The Michigan High School Athletic Association approved guidelines Wednesday permitting student-athletes to accept name, image, and likeness compensation, ending eighteen months of limbo that left coaches, parents, and regional sponsors uncertain whether a local pizza-shop deal would cost a teenager their eligibility.
The policy takes effect immediately. Student-athletes may now sign endorsement contracts, appear in commercial advertising, conduct camps and clinics for pay, and monetize social-media accounts, provided the deals meet three conditions: no school logos or trademarks, no compensation contingent on enrollment or athletic performance at a specific school, and no involvement by school employees in brokering arrangements. The MHSAA will not pre-approve deals but will investigate complaints. Penalties for violations range from forfeiture of contests to season-long suspensions.
Michigan joins California, New York, and nine other states with formal high-school NIL frameworks. The timing matters because the spring signing period for college commitments opens in two weeks, and uncertainty around high-school NIL has complicated recruiting pitches. A cornerback who appeared in a Flint-area car dealership ad last fall sat out three games while the MHSAA reviewed the arrangement under old amateur rules; that deal can now proceed without scrutiny. College coaches calling Michigan recruits no longer need to parse whether a teenager's social-media income jeopardizes their eligibility before enrollment.
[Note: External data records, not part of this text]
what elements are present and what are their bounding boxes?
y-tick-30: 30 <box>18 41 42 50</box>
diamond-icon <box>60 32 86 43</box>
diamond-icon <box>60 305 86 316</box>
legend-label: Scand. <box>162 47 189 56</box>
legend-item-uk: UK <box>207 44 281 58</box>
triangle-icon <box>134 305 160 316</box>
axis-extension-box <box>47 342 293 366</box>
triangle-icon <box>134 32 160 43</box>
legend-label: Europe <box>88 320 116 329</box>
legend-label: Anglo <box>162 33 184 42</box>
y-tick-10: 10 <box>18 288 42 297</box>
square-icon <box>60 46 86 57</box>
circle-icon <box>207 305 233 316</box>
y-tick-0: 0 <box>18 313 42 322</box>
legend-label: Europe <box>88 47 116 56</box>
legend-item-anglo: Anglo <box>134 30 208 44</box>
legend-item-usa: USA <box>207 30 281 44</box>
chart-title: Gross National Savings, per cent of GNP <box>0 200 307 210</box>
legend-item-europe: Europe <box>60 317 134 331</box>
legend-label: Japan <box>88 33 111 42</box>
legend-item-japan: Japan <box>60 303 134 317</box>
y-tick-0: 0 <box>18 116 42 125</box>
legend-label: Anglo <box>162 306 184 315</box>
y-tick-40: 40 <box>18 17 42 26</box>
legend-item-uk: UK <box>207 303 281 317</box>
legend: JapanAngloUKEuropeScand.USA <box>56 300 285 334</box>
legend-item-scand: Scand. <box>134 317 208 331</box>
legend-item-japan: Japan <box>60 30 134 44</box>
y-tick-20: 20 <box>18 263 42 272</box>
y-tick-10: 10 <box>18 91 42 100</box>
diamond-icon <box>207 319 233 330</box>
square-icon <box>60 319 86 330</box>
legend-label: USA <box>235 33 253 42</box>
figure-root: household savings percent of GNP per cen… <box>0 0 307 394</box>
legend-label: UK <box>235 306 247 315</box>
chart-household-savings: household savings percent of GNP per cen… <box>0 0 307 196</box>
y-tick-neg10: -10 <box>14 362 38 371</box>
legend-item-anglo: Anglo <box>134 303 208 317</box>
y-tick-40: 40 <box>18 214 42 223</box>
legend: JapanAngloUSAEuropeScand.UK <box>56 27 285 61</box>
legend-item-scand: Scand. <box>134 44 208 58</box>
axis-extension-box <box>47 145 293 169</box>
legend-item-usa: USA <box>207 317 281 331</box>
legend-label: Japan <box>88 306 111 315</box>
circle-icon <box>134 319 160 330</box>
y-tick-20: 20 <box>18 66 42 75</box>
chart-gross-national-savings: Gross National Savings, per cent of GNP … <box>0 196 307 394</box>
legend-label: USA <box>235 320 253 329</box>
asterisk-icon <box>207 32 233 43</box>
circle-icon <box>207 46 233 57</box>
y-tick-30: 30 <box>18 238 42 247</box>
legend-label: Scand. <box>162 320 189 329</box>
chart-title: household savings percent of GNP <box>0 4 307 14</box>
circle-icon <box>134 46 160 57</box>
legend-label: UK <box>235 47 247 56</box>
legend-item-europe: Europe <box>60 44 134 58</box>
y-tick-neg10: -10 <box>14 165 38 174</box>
The downstream effects touch three constituencies. Local sponsors—car dealerships, restaurants, training facilities—gain access to athletes with regional followings without risking the school district's relationship with the state association. Those businesses have watched college athletes secure $1.67 billion in disclosed NIL deals since 2021, per Opendorse data, and have been reluctant to approach high schoolers without clear rules. Second, the framework creates a template problem for college compliance offices. Michigan State and the University of Michigan now face incoming freshmen who may arrive with existing contracts, requiring coordination between high-school counsel, university legal teams, and the NCAA's patchwork of conference-specific NIL rules. A linebacker enrolling in January with a twelve-month apparel deal signed in November creates a compliance file before he takes a snap. Third, the decision pressures neighboring states. Ohio and Indiana have no formal high-school NIL policies; their athletic associations now confront the optics problem of Michigan teenagers cashing in while Ohio kids wait.
The policy includes two notable gaps. It does not address collectives, the donor-funded entities that pool NIL money for college athletes. Nothing in the Michigan framework prevents a collective from approaching a high-school junior, but the MHSAA's prohibition on recruitment-contingent deals makes such outreach legally ambiguous. The framework also omits guidance on group licensing, the structure that allows college athletes to collectively license their NIL for video games or trading cards. If a Michigan-based company wants to produce a high-school football card set featuring 200 players from across the state, the MHSAA's rules require 200 individual deals, each negotiated separately, rather than a single group contract.
Watch whether the MHSAA publishes a sample contract or approved-vendor list within the next thirty days. The association's executive director told reporters it will rely on schools to educate families, but without model language, the policy invites inconsistent interpretation. Also watch Ohio: its athletic association meets February 14. If it declines to act, Michigan's border advantage in recruiting becomes a spring talking point. Finally, watch whether a collective tests the recruitment-contingent language by offering a high-school senior a deal that begins the day after signing day, structured to avoid the performance trigger but landing in the same economic zone.
The MHSAA has six staff members and an annual operating budget under $20 million. It now administers an NIL compliance regime with no additional funding.